A research article published on August 7, 2010 in the World Journal of Gastroenterology addresses this question. The authors speculated that a pragmatic possibility in real-world clinical practice would be to employ NG feeding whenever tube migration to the jejunum of bedside inserted feeding tubes does not occur spontaneously. They therefore aimed at assessing the rate of spontaneous distal migration of EN tubes in patients with predicted SAP, to identify possible factors associated with it, and to compare the safety and tolerability of EN with an elemental formula in patients who started nutrition with a "proximal", NG or a "distal", naso-intestinal tube, depending on the success of spontaneous tube migration.


This is the first study of its kind observing the outcome of EN in SAP patients in a "real world" clinical setting, with the study protocol driven by the need to have more solid grounds in making clinical decisions about everyday medical care circumstances. Both the proximal and the distal enteral approaches resulted to be feasible, safe and effective in most patients. This issue has a relevant impact on everyday clinical practice as the main limit to EN usage in AP is the technical difficulty in obtaining small bowel access.












First Lady Michelle Obama is reportedly wrestling with at least 100 House Democrats who would rather not pass a re-authorization of the nation's school meals program if it means taking money from food stamp recipients.


The Senate approved the Healthy, Hunger-Free Kids Act, which would increase spending on child nutrition programs by $4.5 billion -- including a 6-cent-per-meal boost to the rate the federal government reimburses school lunch -- but said the only way to fund it without adding to the deficit was to remove $2.2 billion from the food stamp (now known as SNAP) program. Re-authorization of the Child Nutrition Act must now be approved by the House before authorization for the legislation currently in place expires.


The Senate's funding method is a bit like picking the pocket of one panhandler to put it in the hand of another. Yet the mainstream media has hailed these measly 6 cents as the first increase in the subsidized lunch reimbursement rate in three decades -- a false notion.


Apparently, no one in the press has actually bothered to read the rules governing the school meals program. If they had, they'd know that the disputed 6 cents are barely more than what the National School Lunch Program receives automatically each year by way of cost of living increases. This year, in fact, the reimbursement rate has already gone up 4 cents -- from $2.68 per lunch to $2.72 -- thanks to an adjustment in the Consumer Price Index.

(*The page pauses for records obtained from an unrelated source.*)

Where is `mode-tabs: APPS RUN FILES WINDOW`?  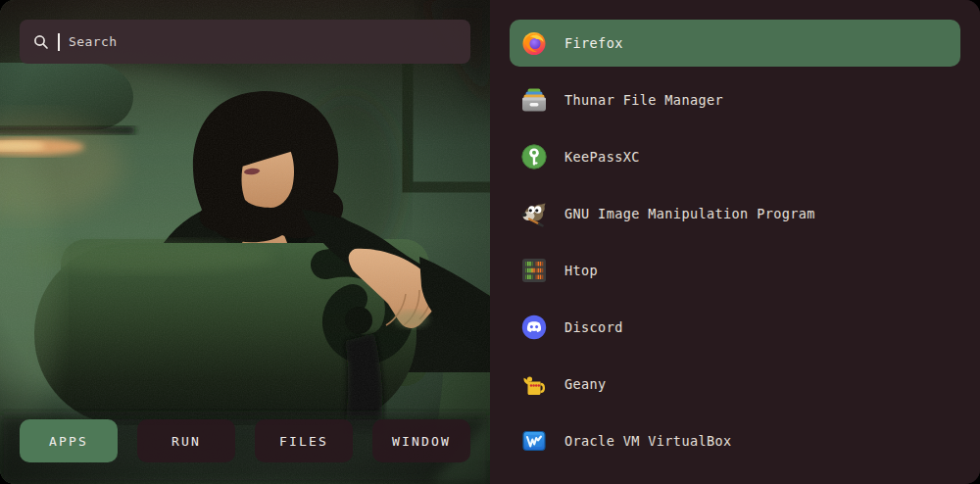
mode-tabs: APPS RUN FILES WINDOW is located at coordinates (245, 441).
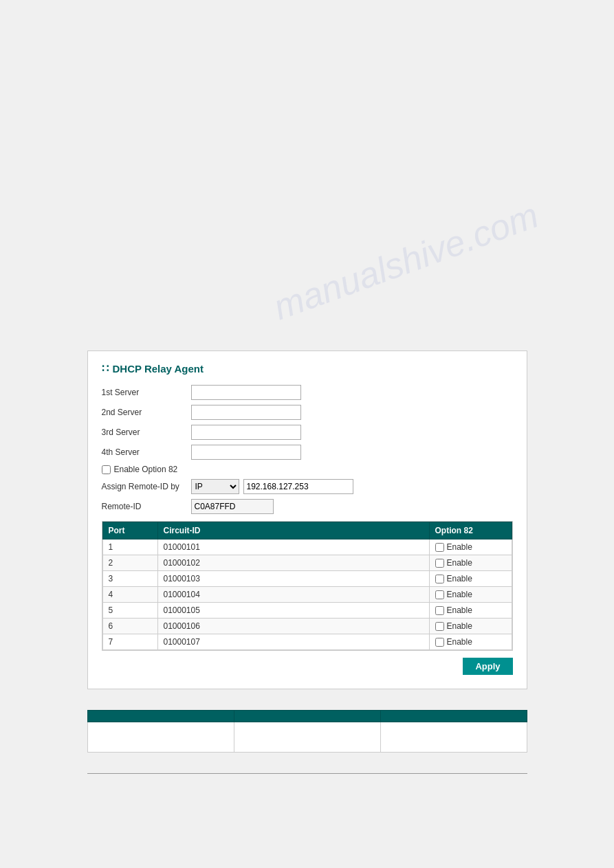  Describe the element at coordinates (307, 392) in the screenshot. I see `server-row-1: 1st Server` at that location.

Granted, school kitchens are broke and have been for a long time. According to the School Nutrition Association, schools that rely on the federal reimbursements to pay their expenses lose 35 cents on average with every lunch they serve, which helps explain why they feed kids sweetener-stuffed snacks instead of real food in order to comply with the USDA's calorie requirements.


The 6 cent increase would be laughable if it weren't so tragic. But more important in this stalled legislation is a provision that would, for the first time, give the USDA authority to regulate all foods sold in schools, possibly meaning an end -- finally -- to so-called "competitive foods," such as sugary drinks and candy in school vending machines and ice cream bars and fruit rollups in the deli line. That would go a long way toward addressing the obesity epidemic that Michelle Obama has pledged to end.


So I say, Keep your 6 cents. Let the nation's lunch ladies do what they've been doing for years that Congress can't -- live with what they've got. Congress can then continue doing what it does best -- spending money we don't have on wars we don't need. Somehow, the kids will survive.